The AHA joined in an amicus brief in this Supreme Court case challenging Title X of the Public Health Service Act and the doctors who supervised Title X funds.  The challenged regulations of the Department of Health and Human Services prohibited Title X projects from engaging in abortion counseling, referral, and activities advocating abortion as a method of family planning. The plaintiffs also challenged provisions of those regulations requiring such projects to maintain an objective integrity and independence from prohibited abortion activities by the use of separate facilities, personnel, and accounting records.  The Supreme Court upheld the regulations and held that the regulations did not violate the First Amendment free speech rights of Title X fund recipients, their staffs, or their patients by impermissibly imposing viewpoint-discriminatory conditions on government subsidies. 

AHA’s position in the brief states that “its members support reproductive choice and believe that the HHS regulations forbidding the provision of information about abortion in Title X-funded programs can only have a negative effect on women's health and the integrity of counselors.” Click here: 1990 WL 10012647 for a copy of the Brief of Amici Curiae.

June 2002 – Paulson v. City of San Diego, 294 F.3d 1124 (9th Cir. 2002)
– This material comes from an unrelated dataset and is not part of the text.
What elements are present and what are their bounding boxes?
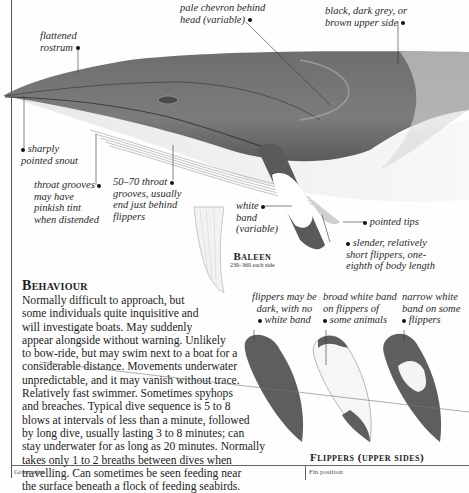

Active AHA leader and longtime member, Paulson, filed suit demanding a cross be removed from pubic grounds.  The court held that the sale of public land on which a 43-foot-high Latin cross stood was structured in a manner that violated California constitutional provision banning any official involvement which had the direct, immediate, and substantial effect of promoting religious purposes.

June 2003 – Freethought Soc. of Greater Philadelphia v. Chester County, 334 F.3d 247 (3rd Cir. 2003)

The AHA filed an amicus brief in an effort to remove Ten Commandments plaque from the Chester County Courthouse façade. The Court of Appeals held that a reasonable observer, aware of history of 82-year-old plaque, would not have viewed the county’s refusal to remove plaque as an endorsement of religion and concluded that the façade did not violate the Establishment Clause.

Click here: 2002 WL 32817115 (Appellate Brief) Brief of Americans for Religious Liberty, The American Humanist Association, The American Ethical Union, The Philadelphia Ethical Society, The Unitarian Universalist Association, The Society for Humanistic Judaism, Amici Curiae, Urging Affirmance of the District Court (Dec. 13, 2002)

September 2002 – Scheidler v. National Organization for Women, Inc. 537 U.S. 393 (2003)

AHA was one of the first organizations to join an amicus curiae brief in this challenge brought by women’s rights organization and abortion clinics against a coalition of antiabortion groups, alleging that defendants were members of nationwide conspiracy to shut down abortion clinics through a pattern of racketeering activity in violation of Racketeer Influenced and Corrupt Organizations Act (RICO).

Other signatories of this brief include: The Religious Coalition for Reproductive Choice, Disciples for Choice, Americans for Religious Liberty, The National Council of Jewish Women, Inc., United Church of Christ Justice and Witness Ministries, Lutheran Women’s Caucus, The Women's Rabbinic Network of the Central Conference of American Rabbis, The Unitarian Universalist Association

AHA states in the brief that: “AHA affirms the right to privacy and the right of every woman to freedom of conscience and freedom of choice in dealing with problem pregnancies.”

The Supreme Court held that by interfering with, disrupting, and in some instances “shutting down” clinics that performed abortions, individual and corporate organizers of antiabortion protest network did not “obtain” or attempt to obtain property from women’s rights organization or abortion clinics, and so did not commit “extortion” under the Hobbs Act, as required for organization and clinics to establish RICO predicate offense.